Welcome to late March: the season of senior society tap. Society tap is perhaps the thing at Yale with worst ratio of “potential to be good” to “is actually good.” This is not to say that there is not something wonderful about society, singular, the intimate group of 16 people. There is, absolutely. But alongside the friendship of a society is the system of socially divisive societies, plural, a corrosive and exclusive organism of suddenly stratified Yale social life.
Society tap ruptures the logic of pre-society Yale social life. In the first three years of college, Yale has a horizontal hierarchy that hinges on the tacit agreement that people do different things because they like to do different things. Some people go out; some do not. Those are both choices, each no better or no worse than the other.
Society tap changes that logic by demanding a new social verticality, tarring college with a high school brush. If you get many letters — or if you are interviewed by one of the eight landed societies — then you’ve “succeeded” according to all discernible Yale metrics. If you don’t — or you don’t get tapped at all — then it seems like you didn’t. That’s a myth, but one worth unraveling with suggestions to improve the system.
The first honest response to the myth is: No, landed societies are not better. This is true. Everyone enters their society not knowing most of the group, and almost everyone graduates with new friendships developed over senior year. Society, singular, demands that you commit to ritual and uphold a basic promise that you will be there when you said you’d be there. You cannot be in a society and think your time is more important that everyone else’s — something essential for every Yale student to learn before entering adulthood.
Furthermore, the experience of telling your life story in the form of an hourslong “bio,” and listening to 15 other life stories in turn, is rare. The tradition of bios started after World War II as an affirmation that American leaders could only be agents of global prosperity if they could introspect. A Yale adult would be a person who could listen and reflect, a firmly planted individual who could hold others’ stories alongside their own. In some ways, that worked. Listening to bios really does demand thoughtfulness, kindness and patience. Telling your bio does the same. That is a beautiful, standardized experience in all societies.
But yet, but yet. The other honest response to the myth is: Yes, landed societies are better. This is also true. They have tombs, private chefs who cook dinner and well-endowed alumni networks. They demand a formality of time that necessarily forces closer friendships. There is something real about sharing food together. There is also something real about the difference between spending six hours together every week and spending ten or twelve. A delight and simultaneous devastation of landed societies is that, by sheer virtue of time, many of their seniors graduate with a new cadre of best friends. In the best-case scenario, that’s nice. But in the worst-case scenario, these new friendships can supplant those from the rest of college. It’s an artificial social change that doesn’t happen as often in nonlanded societies. But maybe that’s not such a bad thing.
The least-discussed perk of that being in a landed society has nothing to do with the group itself and everything to do with the strange cult of “society mixers,” parties available only to landed societies and held in tombs. It would be one thing if everyone who chooses to do society were placed into their societies — some landed, some not — and then everyone forgot about everyone else’s society for the rest of senior year. But these parties propagate the sense of bourgeois exclusivity floating over tap week well into senior year.
Choosing to interact as whole-unit society fails the mission. Societies are meant to be places of reflection, trust and inclusion. Although the structure is inherently exclusive, the large amount of societies let many seniors sink deeply into strangers’ lives, an experience worth consideration. That feels tainted when only a few societies in a few clusters throw parties in their tombs, a circuit that comes to choke parts of senior social life.
So, to Yale’s next crop of landed gentry, I have a suggestion: Either open your tombs to seniors invited regardless of society affiliation or don’t throw parties at all. And to Yale’s next group of seniors even thinking about society, I’ll say this: I like my society. I’ve made deep and lasting friendships there. And there’s a lot to be learned from practicing kindness in this way. But society is a sacrifice of time — a real sacrifice of time — and one not to be made lightly. If you’re not getting letters, that might sting in the moment, but you may very well have a much better senior year. So when you’re choosing whether or not to participate, consider this: The more you can do to make college feel less like high school, the happier your senior year will be.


### Exercise prompt
Going line by line through the data below, report how many lines include the word "curve", with nothing added.
=== Section Start ===
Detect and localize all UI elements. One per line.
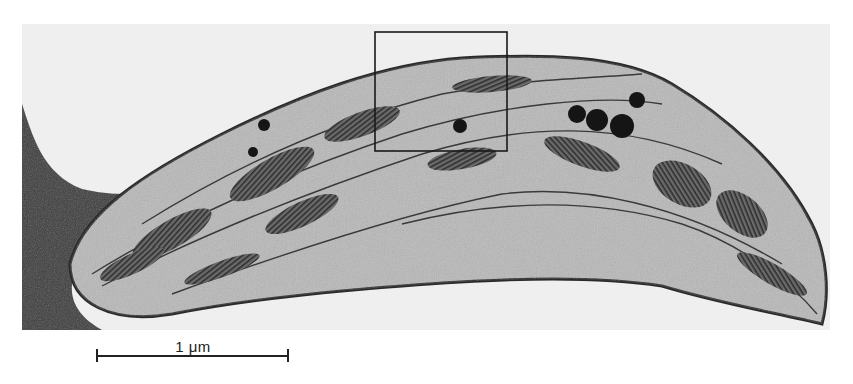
electron-micrograph	[22, 24, 830, 330]
scale-bar: 1 μm	[96, 338, 290, 368]
scale-bar-label: 1 μm	[96, 338, 290, 355]
scale-bar-tick-right	[287, 349, 289, 362]
scale-bar-tick-left	[96, 349, 98, 362]
scale-bar-line	[96, 355, 288, 357]
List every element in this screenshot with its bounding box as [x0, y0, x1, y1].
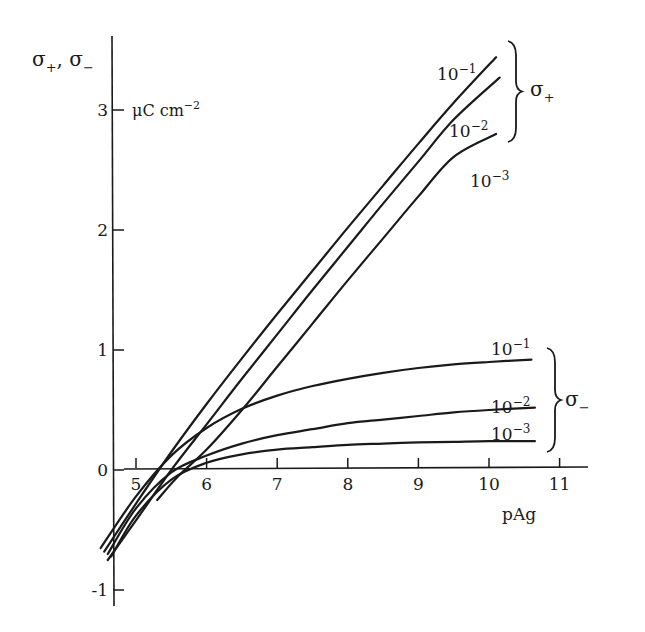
curve-label: 10−1	[437, 62, 476, 84]
curve-sigma-minus-m2	[108, 408, 535, 554]
y-axis-title: σ+, σ−	[32, 47, 94, 75]
x-tick-label: 8	[342, 474, 353, 494]
curve-sigma-minus-m1	[101, 360, 532, 548]
group-label-sigma-plus: σ+	[530, 77, 555, 105]
y-tick-label: -1	[91, 580, 108, 600]
x-tick-label: 6	[201, 474, 212, 494]
brace-sigma-minus	[547, 348, 561, 452]
curve-sigma-minus-m3	[111, 441, 535, 556]
y-axis-line	[112, 36, 114, 606]
curve-label: 10−3	[470, 169, 509, 191]
x-tick-label: 11	[549, 474, 571, 494]
y-axis-unit: μC cm−2	[132, 99, 200, 120]
x-axis-title: pAg	[502, 504, 536, 524]
group-label-sigma-minus: σ−	[565, 387, 590, 415]
x-tick-label: 7	[272, 474, 283, 494]
curve-label: 10−1	[491, 337, 530, 359]
y-tick-label: 1	[97, 340, 108, 360]
curve-labels: 10−110−210−310−110−210−3σ+σ−	[437, 41, 590, 452]
x-tick-label: 10	[478, 474, 500, 494]
y-tick-label: 3	[97, 100, 108, 120]
chart: -10123567891011 σ+, σ− μC cm−2 pAg 10−11…	[0, 0, 645, 632]
curve-label: 10−2	[449, 119, 488, 141]
y-tick-label: 0	[97, 460, 108, 480]
curve-label: 10−2	[491, 395, 530, 417]
brace-sigma-plus	[508, 41, 522, 142]
y-tick-label: 2	[97, 220, 108, 240]
x-tick-label: 9	[413, 474, 424, 494]
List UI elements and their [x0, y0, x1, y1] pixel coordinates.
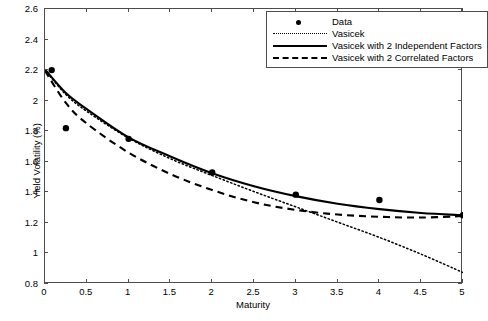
y-tick-label: 2.2	[0, 64, 38, 75]
y-tick	[44, 283, 48, 284]
x-tick-bottom	[337, 279, 338, 283]
y-tick	[44, 39, 48, 40]
y-tick	[44, 69, 48, 70]
y-tick-label: 2.4	[0, 33, 38, 44]
y-axis-title: Yield Volatility (%)	[31, 81, 42, 241]
legend-item-correlated-factors: Vasicek with 2 Correlated Factors	[271, 52, 482, 63]
series-line-solid	[45, 69, 463, 215]
x-tick-bottom	[462, 279, 463, 283]
legend-item-independent-factors: Vasicek with 2 Independent Factors	[271, 40, 482, 51]
y-tick	[458, 69, 462, 70]
legend: Data Vasicek Vasicek with 2 Independent …	[266, 11, 488, 68]
legend-marker-icon	[271, 16, 329, 27]
legend-label: Data	[329, 16, 352, 27]
legend-label: Vasicek with 2 Independent Factors	[329, 40, 482, 51]
x-tick-bottom	[378, 279, 379, 283]
y-tick-label: 0.8	[0, 278, 38, 289]
x-tick-bottom	[44, 279, 45, 283]
x-tick-label: 4.5	[414, 286, 427, 297]
x-tick-top	[169, 8, 170, 12]
data-point	[460, 212, 463, 218]
legend-solid-line-icon	[271, 40, 329, 51]
x-tick-bottom	[211, 279, 212, 283]
data-point	[63, 125, 69, 131]
x-tick-bottom	[295, 279, 296, 283]
y-tick	[44, 191, 48, 192]
data-point	[293, 191, 299, 197]
x-tick-label: 3	[292, 286, 297, 297]
data-markers	[48, 67, 463, 219]
legend-item-data: Data	[271, 16, 482, 27]
x-tick-top	[253, 8, 254, 12]
y-tick	[458, 100, 462, 101]
y-tick	[44, 222, 48, 223]
x-tick-label: 3.5	[330, 286, 343, 297]
data-point	[48, 67, 54, 73]
y-tick	[44, 161, 48, 162]
x-tick-top	[211, 8, 212, 12]
series-line-dashed	[45, 71, 463, 218]
legend-dashed-line-icon	[271, 52, 329, 63]
x-tick-bottom	[253, 279, 254, 283]
x-tick-top	[128, 8, 129, 12]
y-tick	[44, 130, 48, 131]
x-tick-label: 1	[125, 286, 130, 297]
data-point	[209, 169, 215, 175]
legend-label: Vasicek with 2 Correlated Factors	[329, 52, 473, 63]
y-tick	[458, 191, 462, 192]
y-tick	[44, 252, 48, 253]
x-tick-bottom	[128, 279, 129, 283]
x-tick-label: 0	[41, 286, 46, 297]
y-tick	[458, 130, 462, 131]
x-tick-bottom	[86, 279, 87, 283]
x-tick-label: 2.5	[246, 286, 259, 297]
x-axis-title: Maturity	[44, 299, 462, 310]
y-tick-label: 1	[0, 247, 38, 258]
data-point	[376, 197, 382, 203]
x-tick-top	[86, 8, 87, 12]
y-tick	[458, 252, 462, 253]
x-tick-top	[44, 8, 45, 12]
legend-item-vasicek: Vasicek	[271, 28, 482, 39]
legend-label: Vasicek	[329, 28, 365, 39]
series-layer	[45, 69, 463, 272]
x-tick-label: 2	[209, 286, 214, 297]
x-tick-label: 4	[376, 286, 381, 297]
legend-dotted-line-icon	[271, 28, 329, 39]
x-tick-label: 1.5	[163, 286, 176, 297]
y-tick	[44, 100, 48, 101]
y-tick-label: 2.6	[0, 3, 38, 14]
data-point	[125, 136, 131, 142]
y-tick	[458, 283, 462, 284]
x-tick-label: 5	[459, 286, 464, 297]
y-tick	[458, 222, 462, 223]
y-tick	[458, 161, 462, 162]
x-tick-bottom	[169, 279, 170, 283]
x-tick-bottom	[420, 279, 421, 283]
series-line-dotted	[45, 70, 463, 272]
x-tick-label: 0.5	[79, 286, 92, 297]
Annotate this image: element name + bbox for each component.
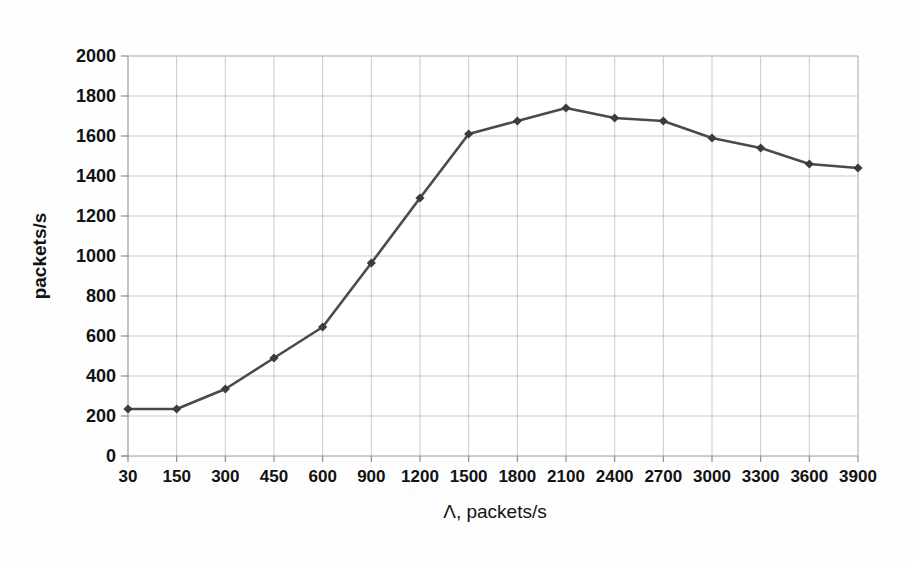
y-tick-label: 1400 [76,166,116,186]
line-chart: 0200400600800100012001400160018002000 30… [0,0,914,561]
x-tick-label: 30 [119,467,138,486]
y-axis-ticks: 0200400600800100012001400160018002000 [76,46,128,466]
x-tick-label: 300 [211,467,239,486]
y-tick-label: 0 [106,446,116,466]
x-tick-label: 2100 [547,467,585,486]
x-tick-label: 3900 [839,467,877,486]
x-tick-label: 3300 [742,467,780,486]
x-tick-label: 3600 [790,467,828,486]
y-tick-label: 600 [86,326,116,346]
y-tick-label: 1600 [76,126,116,146]
x-tick-label: 150 [162,467,190,486]
y-tick-label: 200 [86,406,116,426]
x-axis-ticks: 3015030045060090012001500180021002400270… [119,456,877,486]
x-tick-label: 900 [357,467,385,486]
y-tick-label: 400 [86,366,116,386]
x-tick-label: 3000 [693,467,731,486]
y-tick-label: 1200 [76,206,116,226]
y-tick-label: 800 [86,286,116,306]
x-tick-label: 1200 [401,467,439,486]
x-tick-label: 450 [260,467,288,486]
x-tick-label: 600 [308,467,336,486]
y-tick-label: 1000 [76,246,116,266]
x-tick-label: 2400 [596,467,634,486]
x-tick-label: 1500 [450,467,488,486]
y-axis-title: packets/s [29,213,50,300]
x-axis-title: Λ, packets/s [443,501,547,522]
x-tick-label: 2700 [644,467,682,486]
x-tick-label: 1800 [498,467,536,486]
y-tick-label: 1800 [76,86,116,106]
chart-root: 0200400600800100012001400160018002000 30… [0,0,914,561]
y-tick-label: 2000 [76,46,116,66]
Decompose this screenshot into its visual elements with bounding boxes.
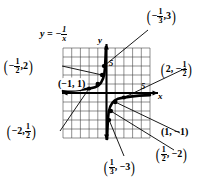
=== Section End ===
### Answer below
9